What is a Bayer Sensor and Who Uses Them?

The Bayer sensor (or more accurately, the Bayer Color Filter Array) is the industry standard. It is used by the vast majority of digital camera manufacturers because of its efficiency in mimicking human visual sensitivity to green light.

The Bayer sensor is a digital image sensor that uses a mosaic of color filters—specifically a grid of 50% green, 25% red, and 25% blue—to mimic the color sensitivity of the human eye. This specific arrangement allows the sensor to capture luminance data through the green pixels while a demosaicing algorithm reconstructs full-color information for every pixel in the final image.

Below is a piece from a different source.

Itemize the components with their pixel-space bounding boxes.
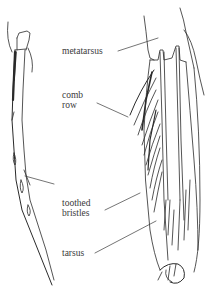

While you are very familiar with Fujifilm’s X-Trans alternative, almost every other player in the market sticks to the Bayer pattern.

1. Mainstream Full-Frame & Crop Systems

Nearly all cameras from the “Big Three” and their competitors utilize Bayer sensors:

  • Sony: Every Alpha series camera (a7, a9, a1, a6000 series) uses a Bayer filter. Even their “Quad Bayer” sensors in high-resolution phones and some video-centric bodies are variations of the standard Bayer design.
  • Canon: All EOS R-series mirrorless and EOS DSLR cameras.
  • Nikon: All Z-series mirrorless and digital SLRs.
  • Panasonic: Both their Micro Four Thirds (Lumix G) and Full Frame (Lumix S) lines.
  • OM System (Olympus): All OM and PEN models.
  • Leica: Most models (M11, Q3, SL3), with the notable exception of the Monochrom variants, which have no color filter at all.
2. Medium Format Systems

The high-end landscape and studio market is also dominated by Bayer:

  • Fujifilm GFX: Unlike their APS-C line, Fujifilm uses Bayer sensors for the GFX 50 and 100 series. They have stated that the larger sensor area and high pixel count make the complexity of X-Trans unnecessary for moiré control in medium format.
  • Hasselblad: The X2D and V-series digital backs.
  • Phase One: The IQ series backs.
3. The Exceptions (What is NOT Bayer?)

To understand the Bayer landscape, it helps to see the few systems that avoid it:

  • Fujifilm X-Series: Uses the X-Trans pattern (a $6 \times 6$ grid vs. the Bayer $2 \times 2$ grid) on most APS-C models to reduce moiré without an optical low-pass filter.
    • Note: Even Fuji uses Bayer in their entry-level X-series (like the X-T200) and the GFX line.
  • Sigma: Uses the Foveon X3 sensor, which stacks colors vertically rather than using a mosaic grid.
  • Monochrome Cameras: Leica M Monochrom or Pentax K-3 III Monochrome. These have the filter removed entirely to capture pure luminance data, requiring no demosaicing.